Using Array and Table Functions in Mathematica. Which is best when

Phil picture Phil · Apr 23, 2011 · Viewed 10.6k times · Source

I have been mostly a Table functions user in mathematica. However I have noticed that in several examples where I used Array instead of Table to express the same result, it ran markedly faster, especially as the dimension of table grew larger.

So my question is this: When speed of execution is the primary concern, when is it most appropriate to use table?

What explains this difference?

My guess is that because Arrays assume a functional relationship between the items in the list, it stores them more efficiently, therefore use less memory, thus facilitating storage and subsequent processing?

Is it what is going on?

Answer

Sasha picture Sasha · Apr 23, 2011

Array has no performance advantages over Table. There are differences between them which make one preferred over another.


EDIT It was noted by several persons that Table is slower on multi-dimensional arrays. All of them used variable to hold the table size. Table has HoldAll attributes and only auto-evaluates outer-most interation bound. Because internal iterators remain unevaluated, the element of the table fails to compile. Using explicit numbers or With with result in auto-compilation:

In[2]:= With[{b = 10^4, c = 10^4},
 {Timing@(#[[1, 1]] &[ar = Array[(# + #2) &, {b, c}]]) , 
  Timing@(#[[1, 1]] &[ta = Table[(i + j), {i, b}, {j, c}]])}
 ]

Out[2]= {{4.93, 2}, {4.742, 2}}

In[3]:= Attributes[Table]

Out[3]= {HoldAll, Protected}


The Array allows you to build an array of function values just as much as the Table. They take different arguments. Array takes a function:

In[34]:= Array[Function[{i, j}, a[i, j]], {3, 3}]

Out[34]= {{a[1, 1], a[1, 2], a[1, 3]}, {a[2, 1], a[2, 2], 
  a[2, 3]}, {a[3, 1], a[3, 2], a[3, 3]}}

while table takes an explicit form:

In[35]:= Table[a[i, j], {i, 3}, {j, 3}]

Out[35]= {{a[1, 1], a[1, 2], a[1, 3]}, {a[2, 1], a[2, 2], 
  a[2, 3]}, {a[3, 1], a[3, 2], a[3, 3]}}

Array can only go over regular arrays, while Table can do arbitrary iterating over list:

In[36]:= Table[a[i, j], {i, {2, 3, 5, 7, 11}}, {j, {13, 17, 19}}]

Out[36]= {{a[2, 13], a[2, 17], a[2, 19]}, {a[3, 13], a[3, 17], 
  a[3, 19]}, {a[5, 13], a[5, 17], a[5, 19]}, {a[7, 13], a[7, 17], 
  a[7, 19]}, {a[11, 13], a[11, 17], a[11, 19]}}

Sometimes Array can be more succinct.

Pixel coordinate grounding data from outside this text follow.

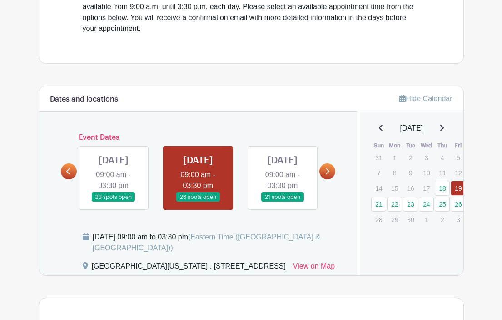 The height and width of the screenshot is (320, 502). Describe the element at coordinates (427, 172) in the screenshot. I see `p: 10` at that location.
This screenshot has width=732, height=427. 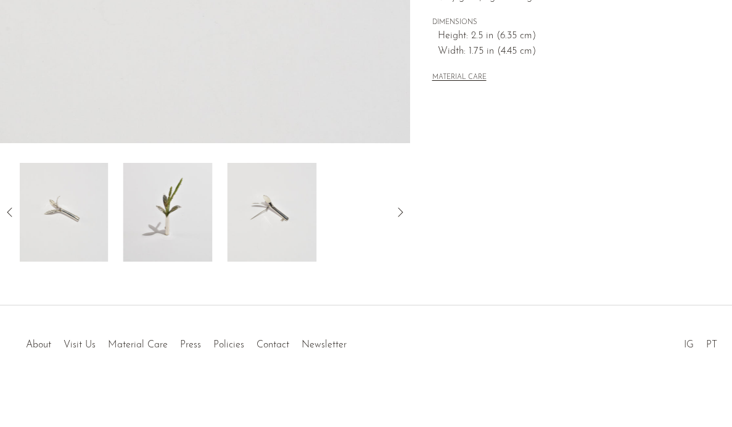 I want to click on a: Press, so click(x=191, y=345).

Compare multiplication table:

In[37]:= Array[Times, {5, 5}]

Out[37]= {{1, 2, 3, 4, 5}, {2, 4, 6, 8, 10}, {3, 6, 9, 12, 15}, {4, 8,
   12, 16, 20}, {5, 10, 15, 20, 25}}

versus

In[38]:= Table[i j, {i, 5}, {j, 5}]

Out[38]= {{1, 2, 3, 4, 5}, {2, 4, 6, 8, 10}, {3, 6, 9, 12, 15}, {4, 8,
   12, 16, 20}, {5, 10, 15, 20, 25}}

Array allows one to build expression with any head, not just list:

In[39]:= Array[a, {3, 3}, {1, 1}, h]

Out[39]= h[h[a[1, 1], a[1, 2], a[1, 3]], h[a[2, 1], a[2, 2], a[2, 3]],
  h[a[3, 1], a[3, 2], a[3, 3]]]

By default the head h is chosen to be List resulting in creation of the regular array. Table does not have this flexibility.